Not satisfied with seeing senior ministers, however, bin Laden requested an audience with the king himself. The request went nowhere, not least because bin Laden had said that he “didn’t care about King Fahd, only about Allah.” He was sent on his way with a royal “Don’t call us. We’ll call you.”

Bin Laden personally got away with this. The hundred or so war veterans he had brought into the country, however, and some of his personal staff were arrested. They were released only after bin Laden had made a string of calls to various princes. Unrepentant, he then began speaking out in public, arranging the distribution of flyers and audiotapes that claimed Saudi Arabia was becoming “a colony of America.”
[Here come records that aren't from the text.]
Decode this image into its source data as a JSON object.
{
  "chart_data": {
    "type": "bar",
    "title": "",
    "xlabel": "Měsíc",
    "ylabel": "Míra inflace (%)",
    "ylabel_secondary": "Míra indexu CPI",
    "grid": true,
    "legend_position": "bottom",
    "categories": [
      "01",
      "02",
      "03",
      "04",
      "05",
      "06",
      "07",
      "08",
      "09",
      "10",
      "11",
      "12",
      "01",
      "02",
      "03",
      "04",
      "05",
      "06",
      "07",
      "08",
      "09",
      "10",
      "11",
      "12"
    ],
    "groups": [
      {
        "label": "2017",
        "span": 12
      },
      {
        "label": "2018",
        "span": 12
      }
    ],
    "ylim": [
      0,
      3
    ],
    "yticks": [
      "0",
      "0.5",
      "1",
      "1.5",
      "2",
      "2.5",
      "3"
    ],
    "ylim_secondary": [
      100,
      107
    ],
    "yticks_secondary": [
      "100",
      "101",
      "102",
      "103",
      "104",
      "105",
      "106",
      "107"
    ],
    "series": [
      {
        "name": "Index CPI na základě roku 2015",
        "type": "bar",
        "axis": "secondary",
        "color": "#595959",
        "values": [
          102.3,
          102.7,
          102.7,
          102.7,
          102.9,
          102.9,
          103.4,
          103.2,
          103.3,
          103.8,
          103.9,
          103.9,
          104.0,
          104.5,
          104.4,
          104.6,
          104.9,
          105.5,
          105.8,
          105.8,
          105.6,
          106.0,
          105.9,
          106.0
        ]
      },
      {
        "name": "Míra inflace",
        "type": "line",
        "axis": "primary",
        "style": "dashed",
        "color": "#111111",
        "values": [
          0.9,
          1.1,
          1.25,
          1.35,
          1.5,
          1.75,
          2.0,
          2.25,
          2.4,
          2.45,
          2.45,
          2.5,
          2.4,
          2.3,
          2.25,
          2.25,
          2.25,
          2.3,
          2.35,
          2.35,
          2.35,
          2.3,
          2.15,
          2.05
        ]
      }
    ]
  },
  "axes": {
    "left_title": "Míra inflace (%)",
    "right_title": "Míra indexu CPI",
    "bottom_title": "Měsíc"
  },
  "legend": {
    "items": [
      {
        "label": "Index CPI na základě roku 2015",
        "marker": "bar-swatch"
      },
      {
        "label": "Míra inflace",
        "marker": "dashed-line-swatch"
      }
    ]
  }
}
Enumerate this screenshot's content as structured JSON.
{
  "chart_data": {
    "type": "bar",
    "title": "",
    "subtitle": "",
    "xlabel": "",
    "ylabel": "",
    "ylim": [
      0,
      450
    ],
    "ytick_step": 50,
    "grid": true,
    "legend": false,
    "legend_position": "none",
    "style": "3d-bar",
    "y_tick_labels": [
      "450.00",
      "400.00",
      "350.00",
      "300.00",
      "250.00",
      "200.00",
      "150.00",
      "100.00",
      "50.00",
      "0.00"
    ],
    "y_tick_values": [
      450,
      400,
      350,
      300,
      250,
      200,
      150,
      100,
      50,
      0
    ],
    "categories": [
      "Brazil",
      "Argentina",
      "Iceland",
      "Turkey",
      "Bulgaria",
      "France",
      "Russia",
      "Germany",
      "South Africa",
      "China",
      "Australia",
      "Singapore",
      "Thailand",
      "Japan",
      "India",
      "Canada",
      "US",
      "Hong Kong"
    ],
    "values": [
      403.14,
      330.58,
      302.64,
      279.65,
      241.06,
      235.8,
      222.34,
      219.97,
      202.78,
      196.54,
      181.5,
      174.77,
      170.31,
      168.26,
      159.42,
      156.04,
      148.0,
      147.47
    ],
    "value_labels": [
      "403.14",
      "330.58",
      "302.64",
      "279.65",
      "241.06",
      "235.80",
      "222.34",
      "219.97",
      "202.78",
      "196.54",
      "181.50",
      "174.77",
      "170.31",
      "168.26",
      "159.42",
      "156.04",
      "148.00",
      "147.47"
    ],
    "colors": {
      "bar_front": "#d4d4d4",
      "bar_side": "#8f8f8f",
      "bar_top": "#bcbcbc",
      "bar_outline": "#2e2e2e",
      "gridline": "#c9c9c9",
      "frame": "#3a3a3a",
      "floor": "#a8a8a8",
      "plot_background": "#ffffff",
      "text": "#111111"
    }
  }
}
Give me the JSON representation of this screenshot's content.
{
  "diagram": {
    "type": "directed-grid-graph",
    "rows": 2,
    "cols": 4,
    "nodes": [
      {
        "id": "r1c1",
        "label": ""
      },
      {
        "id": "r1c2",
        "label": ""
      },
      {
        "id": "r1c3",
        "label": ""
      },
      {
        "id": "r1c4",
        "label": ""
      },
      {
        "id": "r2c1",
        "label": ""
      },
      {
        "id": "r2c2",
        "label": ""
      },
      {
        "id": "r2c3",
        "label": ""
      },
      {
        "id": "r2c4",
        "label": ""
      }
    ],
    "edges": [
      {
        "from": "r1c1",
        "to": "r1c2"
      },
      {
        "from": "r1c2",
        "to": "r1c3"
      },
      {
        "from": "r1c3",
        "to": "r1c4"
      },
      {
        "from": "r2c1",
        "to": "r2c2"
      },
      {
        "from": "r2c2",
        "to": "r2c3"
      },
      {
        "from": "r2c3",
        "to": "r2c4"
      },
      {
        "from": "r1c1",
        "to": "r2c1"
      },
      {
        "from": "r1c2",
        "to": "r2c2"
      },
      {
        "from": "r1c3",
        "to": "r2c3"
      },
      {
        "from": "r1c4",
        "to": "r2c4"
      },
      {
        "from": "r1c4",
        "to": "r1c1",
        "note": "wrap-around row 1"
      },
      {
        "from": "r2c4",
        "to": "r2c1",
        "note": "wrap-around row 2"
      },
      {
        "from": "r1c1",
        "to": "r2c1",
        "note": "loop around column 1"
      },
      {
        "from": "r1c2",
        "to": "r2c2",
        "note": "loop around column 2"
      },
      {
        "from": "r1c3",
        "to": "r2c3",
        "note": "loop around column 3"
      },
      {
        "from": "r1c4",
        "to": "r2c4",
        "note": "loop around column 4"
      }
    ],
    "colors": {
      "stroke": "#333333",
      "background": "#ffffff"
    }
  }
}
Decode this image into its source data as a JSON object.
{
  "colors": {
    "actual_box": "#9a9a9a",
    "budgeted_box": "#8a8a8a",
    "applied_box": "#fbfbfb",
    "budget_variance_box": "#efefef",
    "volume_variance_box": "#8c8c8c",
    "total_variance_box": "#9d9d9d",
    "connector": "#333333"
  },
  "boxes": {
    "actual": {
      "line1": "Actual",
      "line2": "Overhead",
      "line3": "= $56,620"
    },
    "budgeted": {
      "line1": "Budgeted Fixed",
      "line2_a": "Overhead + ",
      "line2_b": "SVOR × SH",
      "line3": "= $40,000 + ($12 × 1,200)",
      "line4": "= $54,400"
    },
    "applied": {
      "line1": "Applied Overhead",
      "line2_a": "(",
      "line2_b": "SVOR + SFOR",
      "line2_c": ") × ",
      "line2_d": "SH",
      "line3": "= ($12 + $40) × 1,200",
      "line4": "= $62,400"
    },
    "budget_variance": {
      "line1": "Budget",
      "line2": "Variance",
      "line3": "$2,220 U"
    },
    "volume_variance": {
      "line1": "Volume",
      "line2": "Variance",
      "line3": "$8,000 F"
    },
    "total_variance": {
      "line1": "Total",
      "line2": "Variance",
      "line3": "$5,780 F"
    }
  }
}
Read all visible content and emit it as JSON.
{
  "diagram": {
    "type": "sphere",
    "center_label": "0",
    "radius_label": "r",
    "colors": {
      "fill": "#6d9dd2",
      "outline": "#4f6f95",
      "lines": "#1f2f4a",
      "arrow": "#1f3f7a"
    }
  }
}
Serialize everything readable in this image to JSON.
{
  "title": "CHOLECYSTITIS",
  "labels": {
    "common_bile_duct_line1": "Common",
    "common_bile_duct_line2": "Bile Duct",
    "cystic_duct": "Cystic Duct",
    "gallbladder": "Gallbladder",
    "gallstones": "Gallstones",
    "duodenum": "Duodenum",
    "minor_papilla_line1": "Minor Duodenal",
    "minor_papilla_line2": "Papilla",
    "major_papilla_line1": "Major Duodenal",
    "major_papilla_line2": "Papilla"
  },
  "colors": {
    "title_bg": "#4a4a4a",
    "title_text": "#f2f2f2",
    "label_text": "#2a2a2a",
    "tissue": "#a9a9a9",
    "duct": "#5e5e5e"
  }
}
The United States, meanwhile, leading a coalition of troops from thirty-two nations—including Saudi Arabia and several Muslim countries—duly recaptured Kuwait. Iraq was routed, at huge cost in men and matériel, in the brilliant operation remembered as Desert Storm. Even had bin Laden been able to resign himself to a temporary American presence, however, there was now a further affront. After the war, contrary to what he and like-minded objectors had hoped, some five thousand American troops and several bases remained. The American military did not leave Saudi Arabia.


IT WAS, FATEFULLY, bin Laden who departed. The precise reason that he left, and under what conditions, is lost in the fog of conflicting information supplied by Saudi and CIA sources. The shapes in that fog may tell us something.
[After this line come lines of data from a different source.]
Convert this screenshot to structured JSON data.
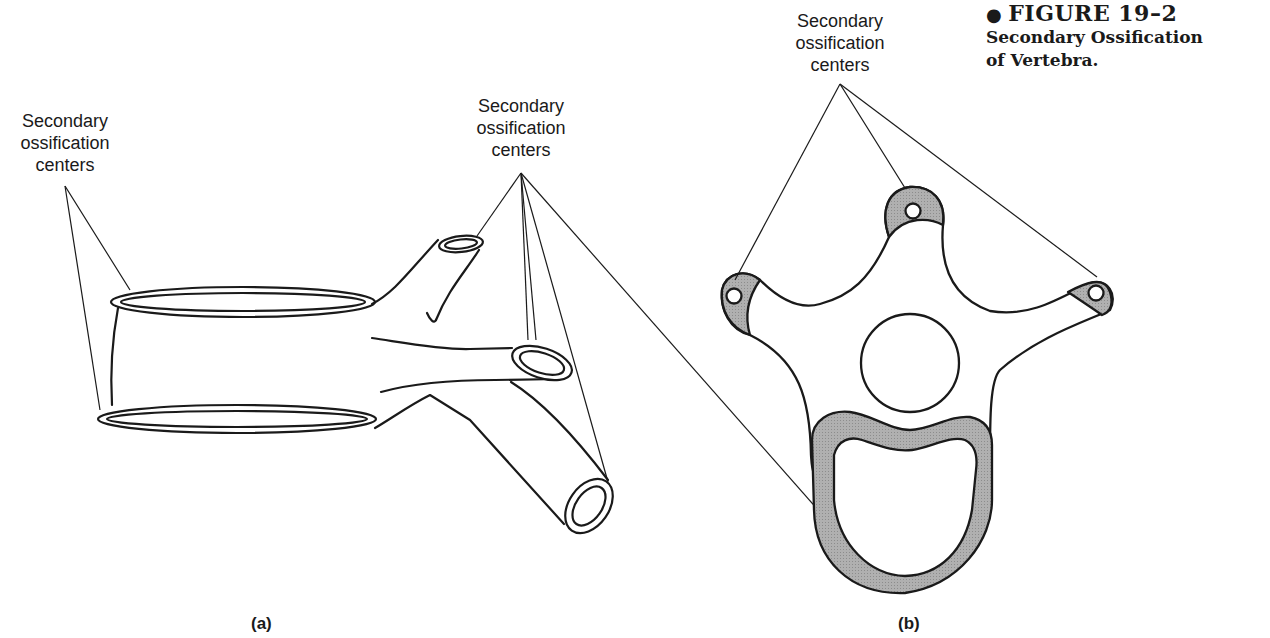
{
  "figure": {
    "bullet": "●",
    "number": "FIGURE 19–2",
    "title_line1": "Secondary Ossification",
    "title_line2": "of Vertebra."
  },
  "panels": {
    "a": {
      "label": "(a)",
      "callouts": [
        {
          "lines": [
            "Secondary",
            "ossification",
            "centers"
          ],
          "position": "left"
        },
        {
          "lines": [
            "Secondary",
            "ossification",
            "centers"
          ],
          "position": "top-middle"
        }
      ]
    },
    "b": {
      "label": "(b)",
      "callouts": [
        {
          "lines": [
            "Secondary",
            "ossification",
            "centers"
          ],
          "position": "top"
        }
      ]
    }
  },
  "colors": {
    "ink": "#1a1a1a",
    "cartilage_fill": "#a8a8a8",
    "background": "#ffffff"
  }
}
To at least some in the Saudi government, bin Laden had become a political pest at a difficult time. In the groundswell of protest over the U.S. presence, his very public dissent was galling. So was his attempt to use his veterans for a new jihad, against the communist regime that controlled part of neighboring Yemen. Bin Laden’s passport was reportedly seized, his movements within Saudi Arabia restricted.

Then suddenly, in April 1991, he was cleared to travel. “One day,” his son Omar recalled, “my father disappeared without telling us anything.” He had gone to Pakistan—supposedly to attend an Islamic conference, or look after a business matter. “We didn’t say, ‘Get out!’ ” Prince Bandar has said. “He left because he thought it was getting to the point where what he was saying and doing was not going to be accepted.”

The truth was probably not so simple. The whole purpose of confiscating bin Laden’s passport, after all, had been to prevent him going abroad to make trouble. Why return it? One Saudi intelligence source said bin Laden was told he should leave because “the U.S. government was planning to kill him … so the royal family would do him a favor and get him out of the kingdom for his own protection.” This makes no sense. Bin Laden had as yet perpetrated no crimes against the United States. As yet, Washington had no motive to want him dead.

Accounts vary as to the circumstances of bin Laden’s departure. Former senior CIA officer Michael Scheuer has written that he managed to leave by “using the intervention of his brothers to convince the Saudi officials to let him travel on condition he would return.…” Author Lawrence Wright, for his part, wrote that many “prominent princes and sheikhs” interceded on his behalf. Interior minister Naif authorized the departure, but only after bin Laden signed “a pledge that he would not interfere with the politics of Saudi Arabia or any Arab country.”

Out of the Kingdom, bin Laden would be free to pursue jihad. That, in the context of fighting for Islam, would be very much in line with Saudi foreign policy. If this scenario is accurate, the long-term implications are grave.